Cities are complex ecosystems that are evolving fast and — like citizens — becoming increasingly digital. By 2025, the total number of global internet users is expected to reach 6.2 billion; the total number of connected devices is expected to surpass 100 billion by the same year. These connected devices will generate 180 ZB of data per year— a fivefold increase from today. City management teams are under tremendous pressure to work faster and more efficiently as the digital infrastructure of cities rapidly evolves. They are also expected to make use of the networks of devices and the data generated, to cater to the needs of digital natives.
The creation of Smart Cities has been a major focus area of governments in recent years. However, the concept of the Smart City must evolve in tandem with the changes affecting city ecosystems. Cities typically have three core characteristics that make them smart or intelligent:
• Awareness: Smart Cities have real-time awareness of rapidly changing conditions such as their environment (weather, pollution levels), traffic (congestion, accidents), and public safety status (emergencies, crime incidents). Much slower or periodically shifting conditions such as population or demographic changes and levels of economic activity (trade, retail sales, tourism, travel, and manufacturing) also factor into the operations and development of Smart Cities.
• Response: Great levels of awareness, coupled with quick response times, make a city truly smart. In city operations, efficient responses can prevent dangerous situations escalating, avert disasters, and save lives.
• Prediction: The ability to predict and proactively respond to events is integral to Smart Cities. Such an ability was considered the realm of science fiction only two decades ago, but with the amount of data captured and supported by Artificial Intelligence (AI) algorithms today, we are closer to this becoming reality.
Over time, city operations teams have tried to develop these characteristics by capitalizing on various technological advancements. For example, closed-circuit television cameras, sensors in heating, ventilating, and air conditioning systems, and building management systems have all been used to significantly increase city awareness. However, the siloed nature of these electronic systems has limited awareness and responses remain manual. Their limitations have slowed the shift of city operations from reactive to proactive (they will eventually become predictive). In short, the lack of integration between these individual technology elements in city ecosystems has hindered the transformation of cities into truly intelligent entities, even though the different elements evolved on their own.
Scientists believe that mankind became the dominant species on Earth because of a period of rapid brain development in the evolutionary process. Cities are going through a similar period of “cognitive revolution”— a period of rapid “city brain” development. While this revolution was triggered by the rapid buildup of sensory systems — the network of connected things — it is fueled by data.
The biggest challenge that city management teams face in data-driven city operations is deriving value from the increasing volume, velocity, and variety of data — also known as big data. To address this challenge, city operations teams are creating data models that can visualize the complex operations of city functions in real-time. These models are known as “digital twins.” Dr. Michael Grieves, one of the concept’s pioneers, defines digital twins as having three parts: physical products in real space, virtual products in virtual space, and connected data that ties the physical and virtual together.
These data models are live digital blueprints of physical assets, processes, and entire ecosystems, such as cities. What differentiates digital twins from traditional visualizations is their dynamism and real-time capabilities.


Task prompt: Among the entries that follow, find every line with the word "manager" and copy it.

Source information:
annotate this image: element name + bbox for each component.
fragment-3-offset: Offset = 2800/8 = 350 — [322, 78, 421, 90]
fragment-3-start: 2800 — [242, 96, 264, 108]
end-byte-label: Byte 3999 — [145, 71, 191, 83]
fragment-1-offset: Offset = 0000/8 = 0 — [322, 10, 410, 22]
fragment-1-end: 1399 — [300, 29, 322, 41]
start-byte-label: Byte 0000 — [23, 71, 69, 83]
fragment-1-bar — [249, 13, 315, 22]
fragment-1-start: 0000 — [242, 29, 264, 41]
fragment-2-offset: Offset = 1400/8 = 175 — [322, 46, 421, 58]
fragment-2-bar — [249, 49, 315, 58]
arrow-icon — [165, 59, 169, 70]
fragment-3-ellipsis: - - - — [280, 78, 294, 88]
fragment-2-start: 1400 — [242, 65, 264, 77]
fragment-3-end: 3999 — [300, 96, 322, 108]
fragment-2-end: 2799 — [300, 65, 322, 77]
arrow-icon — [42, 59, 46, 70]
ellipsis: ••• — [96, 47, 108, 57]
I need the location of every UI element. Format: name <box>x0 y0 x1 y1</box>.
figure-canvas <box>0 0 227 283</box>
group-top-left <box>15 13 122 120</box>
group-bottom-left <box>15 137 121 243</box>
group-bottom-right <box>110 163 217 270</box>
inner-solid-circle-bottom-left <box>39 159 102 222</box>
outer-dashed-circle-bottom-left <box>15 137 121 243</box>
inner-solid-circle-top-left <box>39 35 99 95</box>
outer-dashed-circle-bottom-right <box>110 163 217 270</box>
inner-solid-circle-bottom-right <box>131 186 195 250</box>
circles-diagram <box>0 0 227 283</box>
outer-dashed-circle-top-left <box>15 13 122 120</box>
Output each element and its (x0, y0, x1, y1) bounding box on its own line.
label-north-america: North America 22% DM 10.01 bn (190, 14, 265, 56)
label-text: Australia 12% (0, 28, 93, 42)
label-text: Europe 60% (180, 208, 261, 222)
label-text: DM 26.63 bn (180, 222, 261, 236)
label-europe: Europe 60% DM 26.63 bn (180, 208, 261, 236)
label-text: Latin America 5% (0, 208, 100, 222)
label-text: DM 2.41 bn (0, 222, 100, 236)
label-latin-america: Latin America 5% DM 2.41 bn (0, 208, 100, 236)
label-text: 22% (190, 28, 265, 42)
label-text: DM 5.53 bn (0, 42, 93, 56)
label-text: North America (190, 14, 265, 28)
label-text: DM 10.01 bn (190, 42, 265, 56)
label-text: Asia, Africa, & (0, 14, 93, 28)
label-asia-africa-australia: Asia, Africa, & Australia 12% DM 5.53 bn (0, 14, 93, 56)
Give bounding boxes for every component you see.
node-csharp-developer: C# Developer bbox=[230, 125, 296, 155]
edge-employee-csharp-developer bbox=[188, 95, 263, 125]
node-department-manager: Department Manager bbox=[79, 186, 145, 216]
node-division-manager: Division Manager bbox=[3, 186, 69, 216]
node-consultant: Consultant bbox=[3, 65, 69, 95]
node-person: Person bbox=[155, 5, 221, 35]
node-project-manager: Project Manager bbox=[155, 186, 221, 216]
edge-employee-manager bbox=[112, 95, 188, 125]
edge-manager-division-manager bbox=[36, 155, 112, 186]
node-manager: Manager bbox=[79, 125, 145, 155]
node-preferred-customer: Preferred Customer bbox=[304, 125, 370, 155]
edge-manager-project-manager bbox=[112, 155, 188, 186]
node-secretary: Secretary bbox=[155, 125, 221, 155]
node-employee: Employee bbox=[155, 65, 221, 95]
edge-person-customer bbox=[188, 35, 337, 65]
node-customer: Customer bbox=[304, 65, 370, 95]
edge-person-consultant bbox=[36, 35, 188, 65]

Result below:
node-department-manager: Department Manager bbox=[79, 186, 145, 216]
node-division-manager: Division Manager bbox=[3, 186, 69, 216]
node-project-manager: Project Manager bbox=[155, 186, 221, 216]
edge-employee-manager bbox=[112, 95, 188, 125]
edge-manager-division-manager bbox=[36, 155, 112, 186]
node-manager: Manager bbox=[79, 125, 145, 155]
edge-manager-project-manager bbox=[112, 155, 188, 186]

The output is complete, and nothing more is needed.